A Word About Design

“Education will then be concerned primarily with exploring to discover not only more about the universe but what the universe is trying to do, about why man is part of it, and how man can, and may best function in universal evolution”

Buckminster Fuller on the future of education “Education Automation” 1961

Some architectural educators have said “design can’t be taught” or “students either have it of they don’t” These educators look for students who already “have it” and often ignore everyone else. But many students who “have it” in school seem to lose it when they get into the working world. They can draw but they can’t visualize. They can present themselves well but they can’t solve the real problems of planning. They can build great models but they don’t know how buildings are put together.

It may add to the mystique of design to say “it can’t be taught”. And it’s true that people are born with varying aptitudes. But all of the skills of design can be learned and improved, and people have been doing so for ages. These skills include observation, analysis, conceptual abstraction, creativity, visualization, planning, problem solving, expressiveness, composition, 2-D representation, and 3-D modeling.

Creativity remains particularly mysterious to many especially since there is so little of it in the schools. Creativity has been difficult to nurture in most architecture schools for a troublesome three-part reason

1.  Creativity requires experimentation

2.  Most experiments don’t work

3.  Failed experiments don’t make grades

This has given students a choice as far as school is concerned. Be experimental and learn the skills of creativity, or submit work that makes good grades. SFIA encourages the widest possible range of experimental exploration in design, media and problem solving.

Architecture is above all a creative problem solving profession. Practicing creativity entails false starts and exploratory experimentation. Unfortunately, traditional methods of teaching tend to inhibit and penalize such efforts. Students thus miss the opportunity to fully explore, test, and understand their creative abilities. SFIA was established in large part to deal with this common educational problem.

The human mind naturally solves problems and creates original ideas and solutions. Unfortunately, many contemporary education programs do not support natural creative abilities and in many cases suppress them. SFIA offers its students a rigorous academic program, which supports a student’s natural creative abilities. SFIA’s courses present the mental and emotional processes that precede, precipitate and support the processes of thinking and design. We teach today’s most advanced methods for inducing inspiration, original thinking, creative design and problem solving.

Technology

Architects assimilate a staggering amount of technical know how. Once the technology becomes second nature, the architect can integrate dozens of essential technical needs and restraints simultaneously while designing a building. Prior to having that level of expertise, the early building designs will usually accommodate some important technical needs and ignore others. It all comes together in an architect’s mind through time, theoretical study, and trial and error working experience. At the same time, the architect learns to question tradition and develop creative new solutions to old technical problems. SFIA is seeking new and better ways to expedite the technology learning process and experimental technical classes, design studios, and ecological design and history courses.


Copy out each record below, exactly as given.

Segment Start: Material for this task

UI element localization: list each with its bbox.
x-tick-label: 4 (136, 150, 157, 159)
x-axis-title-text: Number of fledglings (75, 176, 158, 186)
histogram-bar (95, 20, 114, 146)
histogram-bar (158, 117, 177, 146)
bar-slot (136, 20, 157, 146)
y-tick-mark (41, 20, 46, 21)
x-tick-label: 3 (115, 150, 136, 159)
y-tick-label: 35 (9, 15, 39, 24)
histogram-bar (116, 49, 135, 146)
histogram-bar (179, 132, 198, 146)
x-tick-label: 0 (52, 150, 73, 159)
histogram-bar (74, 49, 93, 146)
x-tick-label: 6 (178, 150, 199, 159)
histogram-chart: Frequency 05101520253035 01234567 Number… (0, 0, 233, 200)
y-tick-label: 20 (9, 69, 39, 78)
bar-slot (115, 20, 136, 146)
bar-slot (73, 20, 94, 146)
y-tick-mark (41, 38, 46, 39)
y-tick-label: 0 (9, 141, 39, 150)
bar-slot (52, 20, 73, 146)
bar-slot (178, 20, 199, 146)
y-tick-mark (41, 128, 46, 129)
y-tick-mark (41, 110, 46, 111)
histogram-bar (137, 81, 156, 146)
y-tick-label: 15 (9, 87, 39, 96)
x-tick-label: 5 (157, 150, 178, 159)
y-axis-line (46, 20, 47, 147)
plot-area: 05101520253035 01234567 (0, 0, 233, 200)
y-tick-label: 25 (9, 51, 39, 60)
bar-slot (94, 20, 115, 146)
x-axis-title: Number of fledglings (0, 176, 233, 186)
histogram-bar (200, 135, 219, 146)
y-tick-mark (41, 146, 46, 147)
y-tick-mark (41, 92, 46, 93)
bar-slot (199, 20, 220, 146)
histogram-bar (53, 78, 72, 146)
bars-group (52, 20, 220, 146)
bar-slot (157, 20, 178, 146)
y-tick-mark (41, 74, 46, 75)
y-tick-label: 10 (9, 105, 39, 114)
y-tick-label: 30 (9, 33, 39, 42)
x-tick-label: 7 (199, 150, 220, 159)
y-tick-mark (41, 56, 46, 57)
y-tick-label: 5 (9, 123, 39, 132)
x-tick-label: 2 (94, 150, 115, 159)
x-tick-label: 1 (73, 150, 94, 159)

Segment End: Material for this task

• **Answer to the exercise**
UI element localization: list each with its bbox.
x-tick-label: 4 (136, 150, 157, 159)
x-axis-title-text: Number of fledglings (75, 176, 158, 186)
histogram-bar (95, 20, 114, 146)
histogram-bar (158, 117, 177, 146)
bar-slot (136, 20, 157, 146)
y-tick-mark (41, 20, 46, 21)
x-tick-label: 3 (115, 150, 136, 159)
y-tick-label: 35 (9, 15, 39, 24)
histogram-bar (116, 49, 135, 146)
histogram-bar (179, 132, 198, 146)
x-tick-label: 0 (52, 150, 73, 159)
histogram-bar (74, 49, 93, 146)
x-tick-label: 6 (178, 150, 199, 159)
histogram-chart: Frequency 05101520253035 01234567 Number… (0, 0, 233, 200)
y-tick-label: 20 (9, 69, 39, 78)
bar-slot (115, 20, 136, 146)
bar-slot (73, 20, 94, 146)
y-tick-mark (41, 38, 46, 39)
y-tick-label: 0 (9, 141, 39, 150)
bar-slot (52, 20, 73, 146)
bar-slot (178, 20, 199, 146)
y-tick-mark (41, 128, 46, 129)
y-tick-mark (41, 110, 46, 111)
histogram-bar (137, 81, 156, 146)
y-tick-label: 15 (9, 87, 39, 96)
x-tick-label: 5 (157, 150, 178, 159)
y-axis-line (46, 20, 47, 147)
plot-area: 05101520253035 01234567 (0, 0, 233, 200)
y-tick-label: 25 (9, 51, 39, 60)
bar-slot (94, 20, 115, 146)
x-axis-title: Number of fledglings (0, 176, 233, 186)
histogram-bar (200, 135, 219, 146)
y-tick-mark (41, 146, 46, 147)
y-tick-mark (41, 92, 46, 93)
bar-slot (199, 20, 220, 146)
histogram-bar (53, 78, 72, 146)
bars-group (52, 20, 220, 146)
bar-slot (157, 20, 178, 146)
y-tick-mark (41, 74, 46, 75)
y-tick-label: 10 (9, 105, 39, 114)
y-tick-label: 30 (9, 33, 39, 42)
x-tick-label: 7 (199, 150, 220, 159)
y-tick-mark (41, 56, 46, 57)
y-tick-label: 5 (9, 123, 39, 132)
x-tick-label: 2 (94, 150, 115, 159)
x-tick-label: 1 (73, 150, 94, 159)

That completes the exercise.